Wesley Corpus

Notes On Old Testament

AuthorJohn Wesley
Typenotes
YearNone
Passage IDjw-notes-on-old-testament-1571
Words390
Reign of God Universal Redemption Trinity
There are many thousands of remarkable speeches and actions done in this and the following ages which neither are, nor ever will be, put into the publick records or histories, and consequently must unavoidably be forgotten in succeeding ages; and therefore it is just and reasonable to believe the same concerning former ages. I was king - Having asserted the vanity of all things in the general, he now comes to prove his assertion in those particulars wherein men commonly seek, and with greatest probability expect to find, true happiness. He begins with secular wisdom. And to shew how competent a judge he was of this matter, he lays down this character, That he was the preacher, which implies eminent knowledge; and a king, who therefore had all imaginable opportunities and advantages for the attainment of happiness, and particularly for the getting of wisdom, by consulting all sorts of books and men, by trying all manner of experiments; and no ordinary king, but king over Israel, God's own people, a wise and an happy people, whose king he was by God's special appointment and furnished by God, with singular wisdom for that great trust; and whose abode was in Jerusalem where were the house of God and the most wise and learned of the priests attending upon it, and the seats of justice, and colleges or assemblies of the wisest men of their nation. All these concurring in him, which rarely do in any other men, make the argument drawn from his experience more convincing.

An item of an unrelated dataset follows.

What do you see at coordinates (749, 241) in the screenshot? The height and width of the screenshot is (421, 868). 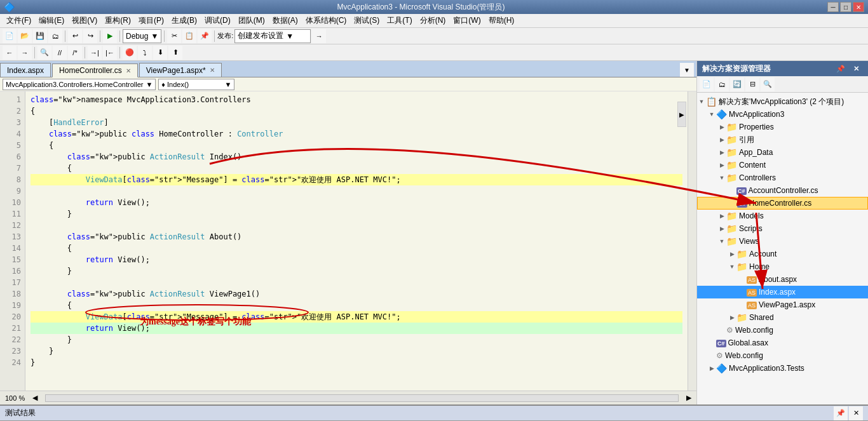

I gave my heart - Which phrase denotes his serious and fixed purpose, and his great industry in it. To search - To seek diligently and accurately. By wisdom - By the help of that wisdom wherewith God had endowed me. Concerning - Concerning all the works of God and men in this lower world; the works of nature; the works of Divine providence; and the works and depths of human policy. This travel - This difficult and toilsome work of searching out these things, God hath inflicted as a just punishment upon man for his eating of the tree of knowledge. To be exercised - To employ themselves in the painful study of these things. Seen - Diligently observed. Vanity - Not only unsatisfying, but also an affliction or breaking to a man's spirit.